Montauk and Mist


Back in April we went to Montauk for the weekend and got a fairly warm day, perfect for some beach hikes through the marshes on the nearly desolate beach. After we had walked a while, a pretty thick mist had come in, very eerily at first and later giving a surreal effect, as it seemed that we could not see anything except what was directly in front of us for some time; everything else appeared blurry or in between the mist clouds. Anyway, this is where I scratched out the beginnings of this poem. It doesn't capture the setting as I wanted, but when can you really capture everything (if anything at all)...

Through Tear-filled Eyes

The clouds had scared me, but the breeze was fresh.
An avalanche mist, blanketed the land
And kissed the tie-dyed-plum veins,
A polite blemish on the sand,
Until we couldn't see the way we came.

An unfinished painting
Except for our yearning curve of beach
Where I had hoped to see the seals haul out,
Sea-dogs is what you meant,
You were more interested in becoming silhouttes,
But we both sought the unreal.

Brown and green bottles stuffed with murk and sand,
The tarnished nameless cans,
Erosion at the speed of night evokes a thrill.
The ocean makes everything ancient
Through the constant life and death of the wave
That I watch and you need only listen
With your eyes closed,
You hear the whole blurry story
Of their birth out of the sand-beige clouds,
The smuddged blue-opal horizon,
and their death a bold stroke of definition.

The heavy muted flashes of a seagull on its drowning obelisk,
Beyond are the lost ghosts of the Bermuda Triangle,
You're just a shadow now.
Another gust and an empty rock,
It flies off the easel and into the edge of the earth.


- _Work to be completed_: Determine how many lines in the data below contain "bounding" and write only that number.

- _Extracted material_:
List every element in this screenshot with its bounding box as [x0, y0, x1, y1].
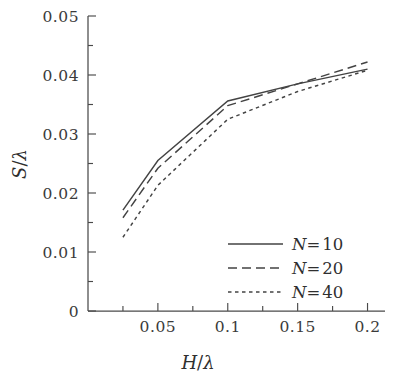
* * *
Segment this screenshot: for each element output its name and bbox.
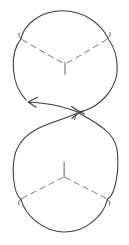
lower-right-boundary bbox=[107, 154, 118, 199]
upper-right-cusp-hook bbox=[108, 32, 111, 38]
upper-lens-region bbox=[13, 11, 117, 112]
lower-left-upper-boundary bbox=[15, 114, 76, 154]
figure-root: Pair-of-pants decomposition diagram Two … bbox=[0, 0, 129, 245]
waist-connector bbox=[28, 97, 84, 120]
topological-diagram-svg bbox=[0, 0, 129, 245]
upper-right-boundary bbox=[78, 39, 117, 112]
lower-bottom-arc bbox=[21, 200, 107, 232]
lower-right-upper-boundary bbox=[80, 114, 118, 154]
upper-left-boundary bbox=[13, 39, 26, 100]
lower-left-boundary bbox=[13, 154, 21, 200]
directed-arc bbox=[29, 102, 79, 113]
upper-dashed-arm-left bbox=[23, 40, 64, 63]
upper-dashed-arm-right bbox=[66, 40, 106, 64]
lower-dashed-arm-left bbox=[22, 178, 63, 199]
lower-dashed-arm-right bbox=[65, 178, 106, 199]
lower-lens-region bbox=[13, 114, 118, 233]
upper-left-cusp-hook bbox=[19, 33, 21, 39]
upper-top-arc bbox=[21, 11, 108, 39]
...
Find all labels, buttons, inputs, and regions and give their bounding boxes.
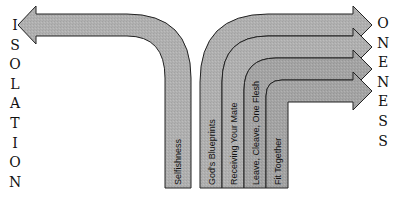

- _Response to the task_: 2